Customers free to decide on hotel service charge: govt
22 Apr 2017
The government on Friday approved new guidelines giving customers the right to decide whether to pay the service charge hotels and restaurants charge over and above the bill and service tax.
The service charge that hotels charge on food bills is in lieu of tips, normally paid to waiters at hotels and restaurants. Hotels have now taken it as their claim on customers.
Some restaurants charge up to 20 per cent as service charge and the new guidelines, if implemented, will provide relief to customers who have to pay hefty charges for no reason.
Hotels normally charge for serving customers and not selling things at a price that can be explained in terms of costs and this obviates the need for slapping separate service charges.
The guidelines, which have made service charge "totally voluntary and not mandatory", will be sent to states for necessary action, food and consumer affairs minister Ram Vilas Paswan said.
"The government has approved guidelines on service charge. As per the guidelines, service charge is totally voluntary and not mandatory now," the minister tweeted.
"Hotels and restaurants should not decide how much service charge is to be paid by the customer and it should be left to the discretion of the customer," he added.
"Guidelines are being sent to states for necessary action at their end," the minister said in another tweet.
As per the guidelines, the column of service charge in a bill will be left blank for customers to fill up before making the final payment.
"If there is mandatory levy of service charge, customers can file a complaint in the consumer court," reports quoting a senior consumer affairs ministry official said.
Moreover, the new Consumer Protection Bill under which an authority will be set up will have powers to take action, the official explained.
"Service charge does not exist. It is being wrongly charged. We have prepared an advisory on this issue. We have sent it to the PMO for approval," Paswan had said.
A number of complaints from consumers have been received that hotels and restaurants were putting 'service charge' in the range of 5-20 per cent, in lieu of tips, the ministry had said earlier.
However, the Hotel and Restaurant Association of Western India (HRAWI) claim that service charge levying is a global practice and a legitimate levy.
It is a levy on a customer who patronises a food outlet, they say, adding that hotels are not engaging in mere hospitality, but it is a business and the association says that many businesses levy such charges.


Exercise prompt: Line by line, transcribe the data below exactly and pass over the images.

══ Supplied data

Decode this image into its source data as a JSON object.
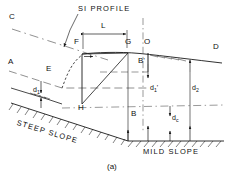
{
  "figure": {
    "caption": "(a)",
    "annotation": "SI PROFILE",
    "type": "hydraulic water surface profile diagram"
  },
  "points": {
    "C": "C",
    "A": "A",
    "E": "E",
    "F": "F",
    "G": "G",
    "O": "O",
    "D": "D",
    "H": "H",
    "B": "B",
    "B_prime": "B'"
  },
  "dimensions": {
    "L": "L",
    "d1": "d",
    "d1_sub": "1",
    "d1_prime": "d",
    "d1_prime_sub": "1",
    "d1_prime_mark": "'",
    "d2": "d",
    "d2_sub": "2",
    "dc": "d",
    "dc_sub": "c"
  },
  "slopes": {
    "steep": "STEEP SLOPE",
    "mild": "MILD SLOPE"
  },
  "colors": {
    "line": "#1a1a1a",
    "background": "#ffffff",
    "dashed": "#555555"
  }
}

════

Response:
Decode this image into its source data as a JSON object.
{
  "figure": {
    "caption": "(a)",
    "annotation": "SI PROFILE",
    "type": "hydraulic water surface profile diagram"
  },
  "points": {
    "C": "C",
    "A": "A",
    "E": "E",
    "F": "F",
    "G": "G",
    "O": "O",
    "D": "D",
    "H": "H",
    "B": "B",
    "B_prime": "B'"
  },
  "dimensions": {
    "L": "L",
    "d1": "d",
    "d1_sub": "1",
    "d1_prime": "d",
    "d1_prime_sub": "1",
    "d1_prime_mark": "'",
    "d2": "d",
    "d2_sub": "2",
    "dc": "d",
    "dc_sub": "c"
  },
  "slopes": {
    "steep": "STEEP SLOPE",
    "mild": "MILD SLOPE"
  },
  "colors": {
    "line": "#1a1a1a",
    "background": "#ffffff",
    "dashed": "#555555"
  }
}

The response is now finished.